A prophet once said that if you fear the opinions of others, you will become their prisoner. Just watch cable news today. That, I think, is the drama of responsibility and judgement in the age of the Internet, a gift to the thoughtless and angry as well as the enlightened and curious.
The worst thing about the Internet, I think, is that it permits people to say things without thinking so cheaply and easily, and with so few consequences. Social media promotes the notion of black-and-white, of simple ideas and simple solutions. It is just so easy to send a message that is unfiltered by experience or reason. And then, the best thing about the Internet is that it offers the chance for real dialogue, when it is used properly. I’ve been experiencing both this week, since I wrote about the possibility that Rocky may be euthanized. It is a painful and complex situation for Maria and I. For several years, we have worked hard and lovingly to care for Rocky, tending to his growing ailments, bad feet, scraggly coat, rotten teeth and nutritional deficiences. I was startled to discover this week that many people sitting at home in front of their computers believe they love Rocky more than we do, and have a better idea than we do of what should happen to him. Many suggested that we are abusive murderers.
The upside of this new kind of community is that my Facebook page is permitting to offer a genuine dialogue with the many people who are concerned about Rocky and would like to talk about it with me about his fate. We are dealing with the better side of our angels, showing that it can be done. And many people are hungry for that, even when they disagree.

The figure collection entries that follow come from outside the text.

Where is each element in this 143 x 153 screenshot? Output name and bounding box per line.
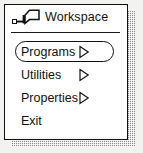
menu-item-properties[interactable]: Properties xyxy=(5,87,127,109)
menu-item-label: Utilities xyxy=(21,66,61,84)
menu-item-programs[interactable]: Programs xyxy=(5,41,127,63)
menu-item-label: Exit xyxy=(21,112,42,130)
screen: Workspace Programs Utilities xyxy=(0,0,143,153)
header-divider xyxy=(11,32,120,33)
panel-header: Workspace xyxy=(5,5,127,31)
menu-item-label: Programs xyxy=(21,43,75,61)
menu-item-utilities[interactable]: Utilities xyxy=(5,64,127,86)
page-title: Workspace xyxy=(45,8,108,26)
menu-item-exit[interactable]: Exit xyxy=(5,110,127,132)
menu-item-label: Properties xyxy=(21,89,78,107)
workspace-menu-panel: Workspace Programs Utilities xyxy=(4,4,128,140)
chevron-right-icon xyxy=(78,45,90,59)
pushpin-icon xyxy=(12,9,40,27)
chevron-right-icon xyxy=(78,91,90,105)
menu-list: Programs Utilities xyxy=(5,41,127,132)
chevron-right-icon xyxy=(78,68,90,82)
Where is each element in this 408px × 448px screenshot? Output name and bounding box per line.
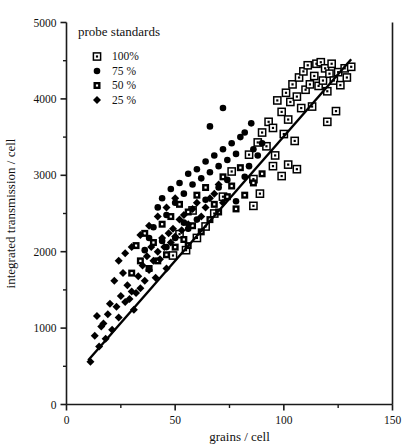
marker-center-dot — [289, 101, 291, 103]
data-point — [224, 157, 231, 164]
marker-center-dot — [287, 118, 289, 120]
marker-diamond-filled — [115, 313, 123, 321]
data-point — [211, 201, 218, 208]
marker-center-dot — [178, 233, 180, 235]
marker-diamond-filled — [117, 292, 125, 300]
legend-label: 50 % — [112, 79, 136, 91]
legend-marker-75 — [94, 68, 101, 75]
marker-center-dot — [291, 83, 293, 85]
data-point — [311, 72, 318, 79]
data-point — [348, 63, 355, 70]
data-point — [278, 108, 285, 115]
marker-center-dot — [326, 121, 328, 123]
data-point — [211, 152, 218, 159]
marker-circle-filled — [248, 120, 255, 127]
marker-circle-filled — [159, 195, 166, 202]
marker-center-dot — [326, 90, 328, 92]
data-point — [219, 173, 226, 180]
marker-diamond-filled — [91, 332, 99, 340]
data-point — [220, 146, 227, 153]
marker-center-dot — [96, 84, 98, 86]
marker-center-dot — [320, 61, 322, 63]
data-point — [154, 213, 162, 221]
y-tick-label: 0 — [51, 399, 57, 411]
data-point — [128, 270, 135, 277]
data-point — [304, 62, 311, 69]
data-point — [228, 182, 235, 189]
x-tick-label: 50 — [169, 414, 181, 426]
marker-center-dot — [322, 79, 324, 81]
marker-center-dot — [226, 196, 228, 198]
marker-center-dot — [298, 76, 300, 78]
marker-center-dot — [139, 260, 141, 262]
marker-circle-filled — [215, 163, 222, 170]
data-point — [282, 89, 289, 96]
data-point — [104, 310, 112, 318]
marker-diamond-filled — [104, 310, 112, 318]
data-point — [163, 251, 170, 258]
legend-label: 100% — [112, 50, 139, 62]
marker-center-dot — [296, 96, 298, 98]
data-point — [154, 204, 161, 211]
marker-circle-filled — [233, 198, 240, 205]
data-point — [272, 152, 279, 159]
marker-center-dot — [350, 66, 352, 68]
marker-center-dot — [144, 232, 146, 234]
marker-center-dot — [346, 76, 348, 78]
data-point — [241, 192, 248, 199]
data-point — [117, 292, 125, 300]
data-point — [115, 257, 123, 265]
marker-center-dot — [318, 85, 320, 87]
data-point — [176, 180, 183, 187]
data-point — [343, 74, 350, 81]
marker-circle-filled — [220, 146, 227, 153]
data-point — [259, 170, 266, 177]
marker-circle-filled — [207, 169, 214, 176]
data-point — [194, 166, 201, 173]
marker-center-dot — [252, 182, 254, 184]
marker-center-dot — [170, 215, 172, 217]
data-point — [91, 332, 99, 340]
data-point — [141, 277, 149, 285]
marker-center-dot — [285, 92, 287, 94]
marker-circle-filled — [224, 157, 231, 164]
marker-center-dot — [131, 272, 133, 274]
data-point — [328, 60, 335, 67]
marker-center-dot — [183, 238, 185, 240]
marker-diamond-filled — [110, 277, 118, 285]
y-tick-label: 4000 — [34, 93, 57, 105]
data-point — [154, 248, 162, 256]
marker-center-dot — [272, 127, 274, 129]
y-tick-label: 5000 — [34, 17, 57, 29]
marker-diamond-filled — [141, 277, 149, 285]
marker-diamond-filled — [193, 199, 201, 207]
marker-center-dot — [294, 140, 296, 142]
data-point — [115, 313, 123, 321]
marker-circle-filled — [220, 105, 227, 112]
data-point — [176, 201, 183, 208]
marker-center-dot — [204, 186, 206, 188]
data-point — [233, 151, 240, 158]
data-point — [110, 277, 118, 285]
data-point — [248, 120, 255, 127]
marker-center-dot — [296, 168, 298, 170]
data-point — [289, 81, 296, 88]
y-tick-label: 1000 — [34, 322, 57, 334]
data-point — [332, 108, 339, 115]
marker-diamond-filled — [115, 257, 123, 265]
marker-center-dot — [196, 194, 198, 196]
data-point — [256, 190, 263, 197]
data-point — [220, 105, 227, 112]
legend-marker-50 — [94, 82, 101, 89]
legend-layer: probe standards100%75 %50 %25 % — [78, 24, 160, 106]
marker-center-dot — [231, 170, 233, 172]
marker-circle-filled — [211, 152, 218, 159]
data-point — [337, 82, 344, 89]
data-point — [134, 272, 142, 280]
data-point — [215, 163, 222, 170]
data-point — [202, 203, 210, 211]
marker-circle-filled — [246, 163, 253, 170]
data-point — [169, 252, 176, 259]
data-point — [159, 195, 166, 202]
data-point — [326, 70, 333, 77]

This is both hopeful and gratifying, an antidote in my mind to the poisonous nature of public dialogue visible in the political campaigns and throughout the Internet. I find that many people who love animals have grown up with a Disneyfied view of their lives. They see animals are weak and dependent and our role as human beings is to rescue and shelter them and give them perfect lives. In this view, animals never grow old or die, they just are kept going forever, in part to make us feel good about ourselves. If my life at Bedlam Farm has taught me anything, it is that the real lives of real animals are filled with loss, death, conflict and pain. I often collide with my readers in this way on my life on the farm, and the decisions I have had to make, we usually work through it. I take responsibility for this. In my work, I write romantically and personally about my animals, and it is, in a way, affirming that people feel their struggles so deeply. I am glad people care about Rocky. So do I.
I may have different ideas than some about what it means to be humane. I do not think it is humane to keep dogs in crates their whole lives so human beings can feel good about themselves. I do not think it is humane to keep a blind and struggling old pony alive because he is – in part due to me – a heartwarming and appealing story.
When I told a friend of mine about our concern for Rocky, and the fact we were beginning to think of euthanizing him, he begged me not to write about it. “People will crucify you,” he said, “just do it and say he died. Nobody would ever know.” I can’t do that, I told him. I promised when I began my blog in 2003 that I would be honest and open about my life. I will keep that end of the bargain, unpleasant as it sometimes is. It is also rewarding and ultimately self-serving, a reason the blog has grown.
So I am sharing this process of decision-making, and this one is rough. Once again, I resolve to make my own decisions, and not bow to the avalanche of other instant opinions the Internet makes possible. I am not running for office, I do not live by polls. I have a secret and honed shield (I imagine it like the one Spartacus held up in the movie) that wards off anger, judgment, self-righteousness and cruelty, the nightmare spawns of digital communications. This magic shield is essential for life in the modern world.
Once again, I evoke my ethical heroine, Hannah Arendt, the teacher, writer and moral philosopher. I don’t need to reach for my copy of “Responsibility and Judgement” any more, I know it by heart. I wish our politicians would read it, and everyone who ever sends an e-mail or puts up a post on Facebook or who ever made a decision about an animal:
“Moral conduct seems to depend primarily upon the intercourse of man and himself. He must not contradict himself by making an exception in his own favor, he must not place himself in a position in which he should have to despise himself. Morally speaking, this should be enough not only to enable him to to tell right from wrong but to do right and avoid wrong.
“It certainly is not a matter of concern with the other but with the self, not of meekness but of human dignity and even human pride. The standard is neither the love of some neighbor nor self-love, but self-respect.”
I love those words. They are thoughts to live by, in the Facebook world. All year, I have watched the people we call leaders follow – hide behind polls and marketers and refuse to say what they believed or knew to be right.
That is not going to be my fate. It is not pleasant to be attacked, but there a lot worse things that that.
One is to fail to do something I think is the right thing because we have lost the idea as a culture that people can think differently and still do right. It is, in fact, a question of human dignity, even human pride. I’ll continue to share the experience of Rocky’s dilemma. And mine. And make whatever decision Maria and I believe is right.